Skip navigation

 Login or Register | Member Centre

LABOUR

Want to help the unemployed? Give them wheels

Headshot of Neil Reynolds

reynolds.globe@gmail.com

Ottawa -- In its dubious philosophical squabble with the federal government, Ontario has - confidently, defiantly - chosen job training ahead of tax cuts to help the province through difficult times. From Premier Dalton McGuinty's perspective, (Liberal) job training programs affirm a more heroic kind of government than (Conservative) tax cuts.

In March, his government committed $1.5-billion for new job training programs, promising in its budget papers that this expenditure would ensure that "all Ontarians have the skills they need to succeed," that it would "get more Ontarians into well-paying jobs."

Well, good luck, Mr. McGuinty. You'll need it on this file. It's easy for governments to spend $1.5-billion. It's hard to document results. Now, perhaps, it's getting harder. From Europe comes a sobering assessment that Switzerland's aggressive job training programs - far more heroic than Ontario's - have zero impact on Switzerland's unemployment rate.

Published earlier this year in the Royal Economic Society's Economic Journal, researchers Rafael Lalive, Jan van Ours and Josef Zweimuller studied a number of Switzerland's job training programs to determine which, if any, was working. Aside from a single program, which was not government run, they concluded that none of these programs was working in the slightest, that unemployed workers who got training remained unemployed for the same length of time as unemployed workers who did not.

With unemployment levels comparable to North America, Switzerland has always spent a remarkable amount of money (more than 4 per cent of GDP) on the support and training of unemployed workers. Beginning in 1997, though, the country introduced "active labour market policies," a phrase that signalled an end to the passive delivery of unemployment cheques.

Each canton was required to fund a minimum number of mandatory job retraining courses, which run from weeks (simple lessons in job hunting, lectures on self-esteem) to months (intensive computer courses, service industry courses). Once registered, workers who go AWOL for a day or two can forfeit as much as a month's unemployment benefits.

In the only Swiss program that worked, the country undertook only to subsidize the wages of people who found jobs for themselves at salary levels below the officially designated minimum wage. (The Swiss "minimum wage" stipulates that employers cannot pay anyone less than 67 per cent of a worker's previous wage.) With government subsidies, these lower-wage jobs paid workers as much as 80 per cent or more of a worker's previous wage.

The three economists concluded that the only Swiss program that reduced the customary length of unemployment was the wage-subsidy program. Ironically, the subsidies cost much less than conventional job retraining programs; the economists describe the subsidy cost as relatively minuscule.

Judging by the Swiss example, Ontario might be well advised to take its $1.5-billion, buy 75,000 Chevy Impalas from GM's survivor plant in Oshawa, and give them to unemployed, low-income workers who don't own a car. Alternatively, it could buy and give 150,000 Chevy Aveos. (These numbers assume that the government could negotiate a "superfleet" price of $20,000 a car for the Impalas, $10,000 for the Aveos.) Why? Researchers at the Brookings Institution concluded - after years of detailed study in major cities - that the best way to help unemployed, low-income people get work was to give them cars. Based in Washington, D.C., Brookings is widely regarded as one of the most influential public policy think tanks in the world.

Why cars? In 2006, Margy Waller, a Brookings Institution researcher, described the connection this way: "Even in places that have really good [public] transit, research evidence shows that people with cars have much better employment opportunities. People with cars work more hours, earn more income and are more apt to be employed. If advocates for the poor really want to help low-income families, they'll [enable] people of meagre financial means to purchase automobiles." The institute's research showed that twice as many welfare recipients with cars were working than those without cars, and 25 per cent more low-income families with cars were working than those without cars.

Brookings described the lack of a car as one of the most prevalent barriers to employment. "Given the strong connection between cars and employment outcomes," Brookings said, "auto ownership programs may be one of the more promising [policy] options."

The Progressive Policy Institute, a Washington think tank affiliated with the Democratic Party, endorsed the Brookings case for cars: "The most important response to the policy challenge of job access ... is the expanded use of cars by low-income workers."

Ontario won't spend $1.5-billion on Impalas, and shouldn't. The Impala Career Assistance Program is fantasy. Yet the province proposes to squander a comparable fortune on a comparable fantasy - the illusion that Mr. McGuinty can provide "all Ontarians with the skills they need to succeed."

The question is: Who's creating the jobs that require these skills? Before this particular episode ends, Mr. McGuinty will be cutting taxes - heroically.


Work to be completed: Write out all of the data exactly as it appears.
_ _ _ _ _
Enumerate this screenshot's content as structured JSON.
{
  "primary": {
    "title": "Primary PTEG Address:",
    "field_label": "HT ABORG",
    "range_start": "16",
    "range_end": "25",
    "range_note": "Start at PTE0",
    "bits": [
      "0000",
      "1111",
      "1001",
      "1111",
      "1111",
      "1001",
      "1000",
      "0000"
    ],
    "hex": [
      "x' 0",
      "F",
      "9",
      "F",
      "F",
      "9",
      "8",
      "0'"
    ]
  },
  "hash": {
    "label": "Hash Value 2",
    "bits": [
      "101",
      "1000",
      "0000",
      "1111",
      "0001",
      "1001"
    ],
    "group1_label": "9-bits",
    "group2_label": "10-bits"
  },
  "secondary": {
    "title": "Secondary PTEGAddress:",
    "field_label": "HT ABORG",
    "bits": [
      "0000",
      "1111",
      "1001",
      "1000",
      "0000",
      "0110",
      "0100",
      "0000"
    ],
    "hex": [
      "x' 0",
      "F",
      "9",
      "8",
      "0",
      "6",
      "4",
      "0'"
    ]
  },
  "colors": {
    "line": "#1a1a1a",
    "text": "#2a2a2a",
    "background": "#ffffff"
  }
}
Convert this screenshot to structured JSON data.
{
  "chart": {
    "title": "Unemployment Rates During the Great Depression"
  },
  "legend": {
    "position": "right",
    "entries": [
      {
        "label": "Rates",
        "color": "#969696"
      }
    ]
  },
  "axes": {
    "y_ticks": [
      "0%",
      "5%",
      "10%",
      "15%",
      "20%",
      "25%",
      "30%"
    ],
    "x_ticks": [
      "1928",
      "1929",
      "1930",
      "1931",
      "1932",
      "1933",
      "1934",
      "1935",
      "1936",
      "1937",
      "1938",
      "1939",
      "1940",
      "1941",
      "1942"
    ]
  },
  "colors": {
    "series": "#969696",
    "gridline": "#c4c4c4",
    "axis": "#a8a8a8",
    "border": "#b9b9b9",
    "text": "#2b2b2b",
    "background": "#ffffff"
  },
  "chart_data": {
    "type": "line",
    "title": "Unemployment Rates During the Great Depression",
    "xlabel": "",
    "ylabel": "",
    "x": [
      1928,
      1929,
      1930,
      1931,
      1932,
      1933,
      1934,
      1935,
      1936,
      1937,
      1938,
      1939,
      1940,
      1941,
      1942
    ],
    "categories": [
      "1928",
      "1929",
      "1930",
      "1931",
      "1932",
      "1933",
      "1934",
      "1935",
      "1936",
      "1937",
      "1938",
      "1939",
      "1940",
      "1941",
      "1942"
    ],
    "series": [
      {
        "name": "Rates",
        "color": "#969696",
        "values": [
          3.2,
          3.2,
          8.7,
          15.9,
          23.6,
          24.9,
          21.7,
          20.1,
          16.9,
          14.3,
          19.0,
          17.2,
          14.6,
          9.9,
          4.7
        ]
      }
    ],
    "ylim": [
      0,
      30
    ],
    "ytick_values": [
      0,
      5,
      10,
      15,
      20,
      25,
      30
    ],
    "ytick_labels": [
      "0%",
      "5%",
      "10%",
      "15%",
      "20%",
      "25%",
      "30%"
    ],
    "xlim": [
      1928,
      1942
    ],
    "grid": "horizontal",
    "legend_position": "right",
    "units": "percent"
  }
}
_ _ _ _ _
Worked solution:
Enumerate this screenshot's content as structured JSON.
{
  "primary": {
    "title": "Primary PTEG Address:",
    "field_label": "HT ABORG",
    "range_start": "16",
    "range_end": "25",
    "range_note": "Start at PTE0",
    "bits": [
      "0000",
      "1111",
      "1001",
      "1111",
      "1111",
      "1001",
      "1000",
      "0000"
    ],
    "hex": [
      "x' 0",
      "F",
      "9",
      "F",
      "F",
      "9",
      "8",
      "0'"
    ]
  },
  "hash": {
    "label": "Hash Value 2",
    "bits": [
      "101",
      "1000",
      "0000",
      "1111",
      "0001",
      "1001"
    ],
    "group1_label": "9-bits",
    "group2_label": "10-bits"
  },
  "secondary": {
    "title": "Secondary PTEGAddress:",
    "field_label": "HT ABORG",
    "bits": [
      "0000",
      "1111",
      "1001",
      "1000",
      "0000",
      "0110",
      "0100",
      "0000"
    ],
    "hex": [
      "x' 0",
      "F",
      "9",
      "8",
      "0",
      "6",
      "4",
      "0'"
    ]
  },
  "colors": {
    "line": "#1a1a1a",
    "text": "#2a2a2a",
    "background": "#ffffff"
  }
}
Convert this screenshot to structured JSON data.
{
  "chart": {
    "title": "Unemployment Rates During the Great Depression"
  },
  "legend": {
    "position": "right",
    "entries": [
      {
        "label": "Rates",
        "color": "#969696"
      }
    ]
  },
  "axes": {
    "y_ticks": [
      "0%",
      "5%",
      "10%",
      "15%",
      "20%",
      "25%",
      "30%"
    ],
    "x_ticks": [
      "1928",
      "1929",
      "1930",
      "1931",
      "1932",
      "1933",
      "1934",
      "1935",
      "1936",
      "1937",
      "1938",
      "1939",
      "1940",
      "1941",
      "1942"
    ]
  },
  "colors": {
    "series": "#969696",
    "gridline": "#c4c4c4",
    "axis": "#a8a8a8",
    "border": "#b9b9b9",
    "text": "#2b2b2b",
    "background": "#ffffff"
  },
  "chart_data": {
    "type": "line",
    "title": "Unemployment Rates During the Great Depression",
    "xlabel": "",
    "ylabel": "",
    "x": [
      1928,
      1929,
      1930,
      1931,
      1932,
      1933,
      1934,
      1935,
      1936,
      1937,
      1938,
      1939,
      1940,
      1941,
      1942
    ],
    "categories": [
      "1928",
      "1929",
      "1930",
      "1931",
      "1932",
      "1933",
      "1934",
      "1935",
      "1936",
      "1937",
      "1938",
      "1939",
      "1940",
      "1941",
      "1942"
    ],
    "series": [
      {
        "name": "Rates",
        "color": "#969696",
        "values": [
          3.2,
          3.2,
          8.7,
          15.9,
          23.6,
          24.9,
          21.7,
          20.1,
          16.9,
          14.3,
          19.0,
          17.2,
          14.6,
          9.9,
          4.7
        ]
      }
    ],
    "ylim": [
      0,
      30
    ],
    "ytick_values": [
      0,
      5,
      10,
      15,
      20,
      25,
      30
    ],
    "ytick_labels": [
      "0%",
      "5%",
      "10%",
      "15%",
      "20%",
      "25%",
      "30%"
    ],
    "xlim": [
      1928,
      1942
    ],
    "grid": "horizontal",
    "legend_position": "right",
    "units": "percent"
  }
}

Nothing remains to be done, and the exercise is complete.